The Edmonton Oilers were playing the second half of a back-to-back in San Jose on Wednesday night, coming off a deflating 6-5 overtime loss in Utah the night before, down two of their best forwards in Leon Draisaitl and Zach Hyman. The Sharks, meanwhile, were rested, desperate for points in a tight Western Conference wild-card race, and playing at home. On paper, the conditions were ideal for an upset.
Connor McDavid had other ideas.
The Oilers captain scored a hat trick and added two assists, factoring on all five Edmonton goals in a 5-2 win at SAP Center. It was his 15th career hat trick, not his first of the season, and it lifted the Oilers (40-29-10) two points clear of the Vegas Golden Knights in the Pacific Division.
"He knows that our team needed to win, and also we're playing a little shorthanded," said head coach Kris Knoblauch. "Who needs to pick us up? You know he's going to be the guy. Every shift, he was really dialled in. Played extremely well. I've seen him play a lot of good games, and that was one of his best."
At this point in his career, McDavid's talent is almost unremarkable. He leads the NHL with 133 points. Wednesday's performance was his 14th five-point game, tying Paul Coffey and Gilbert Perreault for 10th in NHL history. His third 130-point season ties him with Marcel Dionne for fourth all-time behind Wayne Gretzky, Mario Lemieux, and Phil Esposito. The company speaks for itself.
And yet. He still hasn't won a Stanley Cup. That's the asterisk that follows him everywhere. None is more aware of this than he.
"No one wants to win the Stanley Cup more than I do," he's said before, and coming from a man who is demonstrably bland and robotic in nearly every other public utterance, it reads as the most honest thing he's ever put into the world. Somehow, the ring still isn't there.
San Jose drew first blood when Macklin Celebrini put the Sharks up 1-0 on a power play goal in the first period, going far side from the left circle. The 19-year-old has 107 points this season, and he's the entire reason San Jose is sniffing the playoff picture.
Edmonton didn't blink. Vasily Podkolzin tied it on the power play, then Jack Roslovic pushed it to 3-1 on another man advantage in the second, courtesy of a McDavid pass from his own goal line to the Sharks' blue line that sent Roslovic in alone. Kiefer Sherwood made it 3-2, and then McDavid made it 4-2 almost immediately, driving to the net, avoiding a poke check and tapping into an open net. He added an empty-netter to close it out. Three power play goals on three attempts. Fourteen shots against all night.
"Just get him the puck," added Bouchard on his thoughts on McDavid.
It was Bouchard who also had a historic night. Two assists pushed him to 91 points on the season, making him the second defenseman in Oilers history to reach 90 in a year, the first since Paul Coffey did it for the fourth straight season in 1985-86.
His 70 assists on the year are a number that would be the story on most other teams, but remain only a footnote in Edmonton.
McDavid was measured about the win, as he tends to be. He was quick to spread the credit.
"Finding a way to get three on the power play should win a lot of nights," he said. "But everyone defended. We checked hard. They've got some special players over there, one in particular. So I thought we did a good job defending."
The one in particular is Celebrini, who Edmonton held off the scoresheet the rest of the night after his opening goal. If the Sharks are going to make the playoffs, he's going to have to drag them there. He's certainly trying.
But Wednesday belonged to McDavid. It almost always does, on back-to-backs especially.
One man's will outscored a desperate team 3-2, and his linemates cleaned up the rest. The Oilers snapped a two-game skid, climbed back to the top of the Pacific, and were reminded, not that they needed it, of exactly who they're built around.
Bookmark The Hockey News Edmonton Oilers team site to never miss the latest news, game-day coverage, and more. Add us to your Google News favourites, and never miss a story.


The data below should be copied over with complete accuracy.

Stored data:
_ _ _ _ _ _ _

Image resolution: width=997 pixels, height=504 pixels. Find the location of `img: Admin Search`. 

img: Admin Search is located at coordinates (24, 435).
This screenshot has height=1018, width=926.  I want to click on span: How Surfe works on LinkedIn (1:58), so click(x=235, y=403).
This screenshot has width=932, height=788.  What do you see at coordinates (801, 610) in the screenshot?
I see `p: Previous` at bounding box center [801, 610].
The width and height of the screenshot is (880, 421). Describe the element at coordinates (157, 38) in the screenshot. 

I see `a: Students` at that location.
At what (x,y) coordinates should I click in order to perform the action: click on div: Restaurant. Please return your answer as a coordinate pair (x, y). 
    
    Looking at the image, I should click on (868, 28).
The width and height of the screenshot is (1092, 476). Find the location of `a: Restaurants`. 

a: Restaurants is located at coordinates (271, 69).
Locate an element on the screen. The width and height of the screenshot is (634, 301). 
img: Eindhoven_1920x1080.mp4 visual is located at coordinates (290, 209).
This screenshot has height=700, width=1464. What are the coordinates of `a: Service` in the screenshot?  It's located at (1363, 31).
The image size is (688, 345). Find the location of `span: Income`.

_ _ _ _ _ _ _

• Written reply:
Image resolution: width=997 pixels, height=504 pixels. Find the location of `img: Admin Search`. 

img: Admin Search is located at coordinates (24, 435).
This screenshot has height=1018, width=926.  I want to click on span: How Surfe works on LinkedIn (1:58), so click(x=235, y=403).
This screenshot has width=932, height=788.  What do you see at coordinates (801, 610) in the screenshot?
I see `p: Previous` at bounding box center [801, 610].
The width and height of the screenshot is (880, 421). Describe the element at coordinates (157, 38) in the screenshot. 

I see `a: Students` at that location.
At what (x,y) coordinates should I click in order to perform the action: click on div: Restaurant. Please return your answer as a coordinate pair (x, y). 
    
    Looking at the image, I should click on (868, 28).
The width and height of the screenshot is (1092, 476). Find the location of `a: Restaurants`. 

a: Restaurants is located at coordinates (271, 69).
Locate an element on the screen. The width and height of the screenshot is (634, 301). 
img: Eindhoven_1920x1080.mp4 visual is located at coordinates (290, 209).
This screenshot has height=700, width=1464. What are the coordinates of `a: Service` in the screenshot?  It's located at (1363, 31).
The image size is (688, 345). Find the location of `span: Income`.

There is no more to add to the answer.